§ EXERCISE DIRECTIONS
Word for word, set down every line of the entries below from the line with "The width and" to the line with "What do you", including both, and no other line.

§ INPUT
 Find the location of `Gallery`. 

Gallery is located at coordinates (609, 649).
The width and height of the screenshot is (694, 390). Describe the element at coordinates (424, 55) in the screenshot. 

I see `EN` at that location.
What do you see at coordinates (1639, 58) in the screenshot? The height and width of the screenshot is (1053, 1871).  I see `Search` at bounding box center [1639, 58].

---

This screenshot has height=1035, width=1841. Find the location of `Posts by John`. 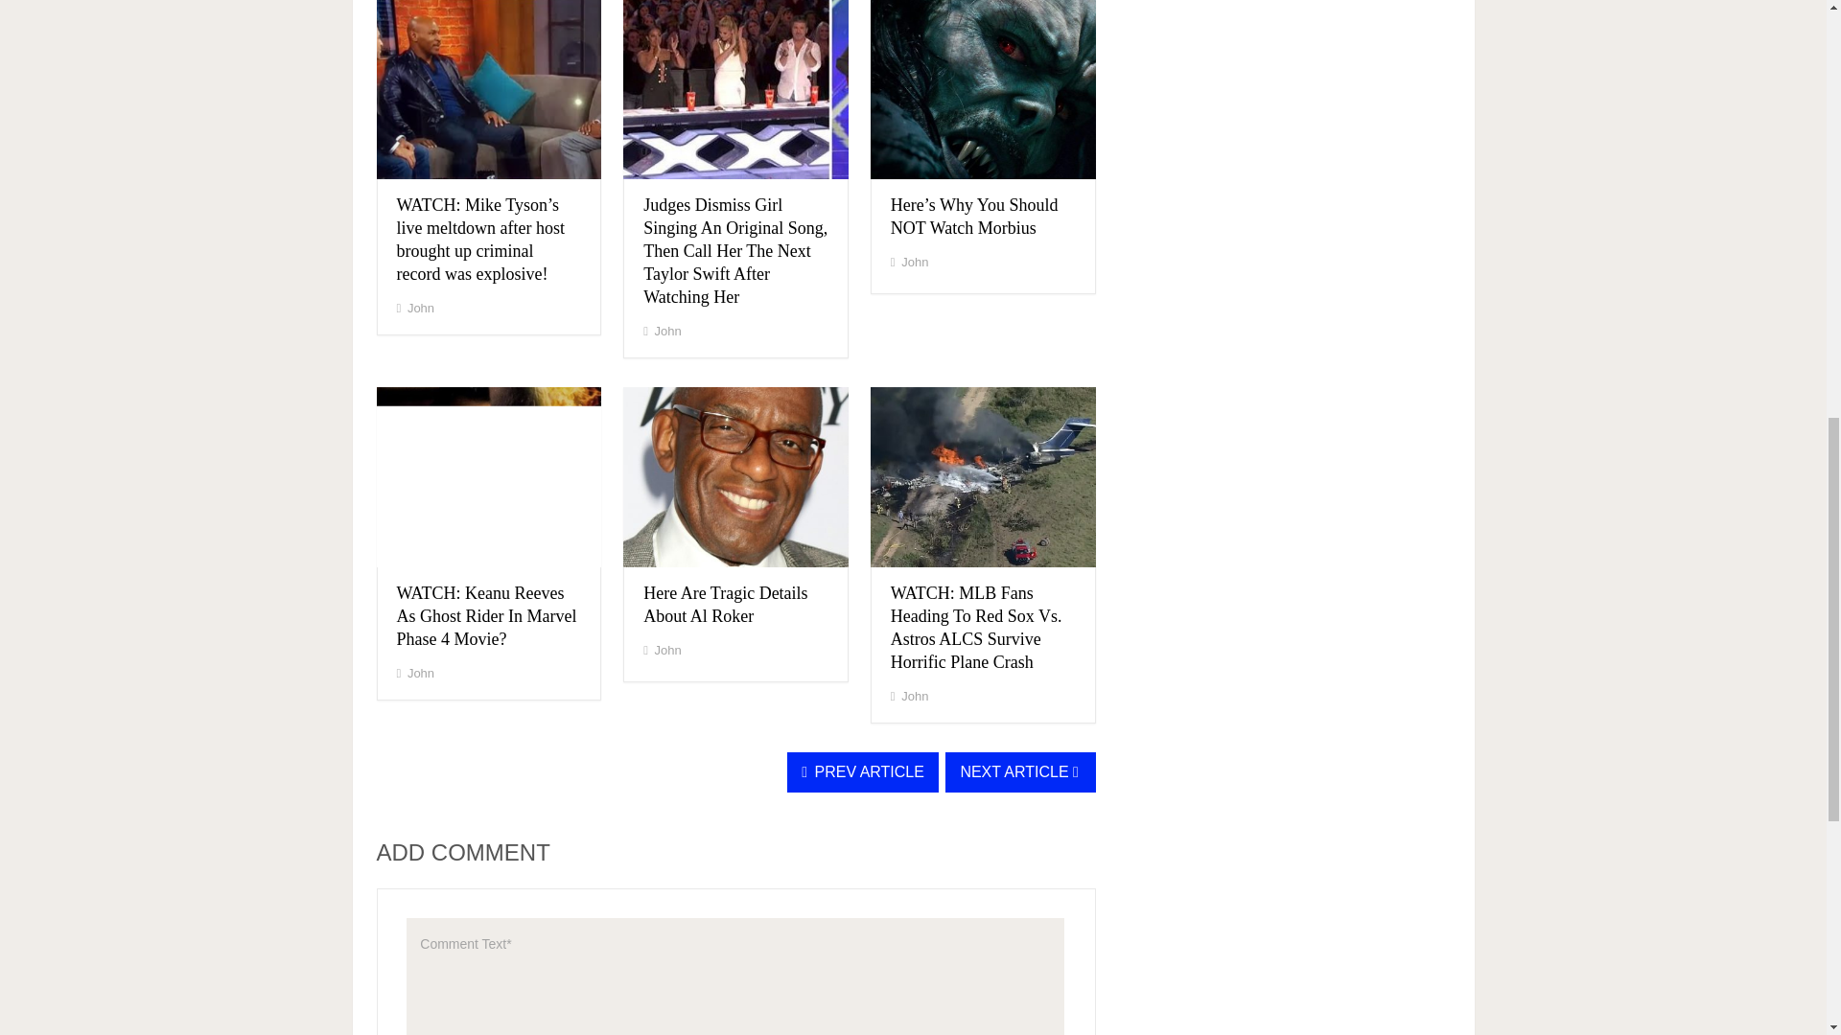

§ ANSWER SECTION
The width and height of the screenshot is (694, 390). Describe the element at coordinates (424, 55) in the screenshot. 

I see `EN` at that location.
What do you see at coordinates (1639, 58) in the screenshot? The height and width of the screenshot is (1053, 1871).  I see `Search` at bounding box center [1639, 58].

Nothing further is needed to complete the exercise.